Overall, this ends up hurting everyone, including large pharmaceutical companies, who end up paying more for their clinical trials than they should, due to one important second order effects: the lack of a true market for third party vendors. While pharma companies might be winners due to their incumbency versus smaller biotechs, the same dynamic whereby opacity favours incumbents as opposed to more nimble, new entrants, plays out when it comes to the third party vendors pharma themselves have to hire for certain aspects of drug development. While large pharma can do more stuff in-house, they still outsource things, like clinical trials, to specialized CROs.

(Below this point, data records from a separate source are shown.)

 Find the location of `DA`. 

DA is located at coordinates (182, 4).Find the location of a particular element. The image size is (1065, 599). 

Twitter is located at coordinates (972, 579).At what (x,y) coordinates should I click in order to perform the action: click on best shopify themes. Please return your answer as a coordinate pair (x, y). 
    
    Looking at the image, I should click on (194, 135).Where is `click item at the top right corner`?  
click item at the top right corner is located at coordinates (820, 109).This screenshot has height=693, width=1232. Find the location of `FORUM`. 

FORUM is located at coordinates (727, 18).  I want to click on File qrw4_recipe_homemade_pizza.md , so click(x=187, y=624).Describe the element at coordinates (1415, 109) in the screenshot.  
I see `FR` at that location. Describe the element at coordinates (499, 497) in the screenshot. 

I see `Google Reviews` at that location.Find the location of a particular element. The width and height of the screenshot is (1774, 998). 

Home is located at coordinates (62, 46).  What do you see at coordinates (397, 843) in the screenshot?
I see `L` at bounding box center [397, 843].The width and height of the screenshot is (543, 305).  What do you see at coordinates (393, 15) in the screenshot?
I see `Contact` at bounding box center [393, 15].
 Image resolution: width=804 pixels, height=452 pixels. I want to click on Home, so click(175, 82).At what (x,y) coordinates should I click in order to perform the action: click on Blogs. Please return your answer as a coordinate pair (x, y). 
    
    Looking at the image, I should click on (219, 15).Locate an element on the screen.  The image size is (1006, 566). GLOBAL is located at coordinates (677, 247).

Which are not competing on efficiency or price, but “regulatory know-how”. This is not a novel concept: the idea that information asymmetry creates inefficient markets is a well-known concept in economic literature, pioneered by Nobel Prize laureate Joseph Stiglitz.
This dynamic is brilliantly explained by a widely shared article that aims to partially answer the question of why clinical trials are so expensive in the US, by showcasing just how inefficient the market for CROs organizing clinical trials is. I recommend the whole article, which is both funny and instructive, but the conclusion is particularly good:
Why is this industry so cursed? Some hypotheses:
There is fundamentally a lack of talent flowing into the space, because everyone smart is eaten by tech or finance (the only reason I had any insight into this at all was because I was an ML-focused engineer in a biotech company heavily funded by tech VCs)
Everyone who is reasonably smart and joins this industry eventually either leaves or simply gives up on any hope of positive change to the status quo; to justify the state of affairs to themselves, they invent nonsensical copes about how things couldn’t be any other way
The massive amount of undocumented specialist knowledge that you need to efficiently run a clinical development program strongly favors incumbents, preventing new market entrants from easily competing on the basis of cost or competenceーe.g., it doesn’t matter if your firm has 170 IQ engineers if they simply don’t know all the One Weird Tricks about how to get around the FDA’s catch-22s
Because the cost of failure is so high, well-capitalized companies will always favor established methods, even if they are slow and inefficient, as long as they present a reasonable chance of getting the job done eventually
To effectively run a clinical trial, you must hire on a large number of ex-pharma professionals for their specialized knowledge, and that fundamentally degrades the culture of the company beyond recognition
The FDA is not evil
I think the common wisdom within many of the more online, rationalist circles, is that the FDA is simply too risk-averse, has bad intentions and stuff along these lines.
But the FDA cannot solve the problem of transparency alone. The agency is severely legally constrained and risk-averse for good reason. Unfortunately, the FDA cannot simply release CTDs, no matter how valuable they might be to the public. The agency is legally constrained by overlapping statutes, among which the Federal Food, Drug, and Cosmetic Act, the Trade Secrets Act, and FOIA Exemption 4, all of which prohibit the disclosure of what could be considered trade secrets.
Courts have repeatedly reinforced this stance, with relevant cases summarized below:
The solution requires either:
Legislative change: changing law to allow the FDA to release CTDs of failed companies or from old drugs that no longer hold commercial value.
Philanthropic or federal acquisition: Funding a dedicated effort to buy orphaned CTDs out of bankruptcy and place them in the commons.
More to come….
You are doing genuinely valuable unlike crypto creatures.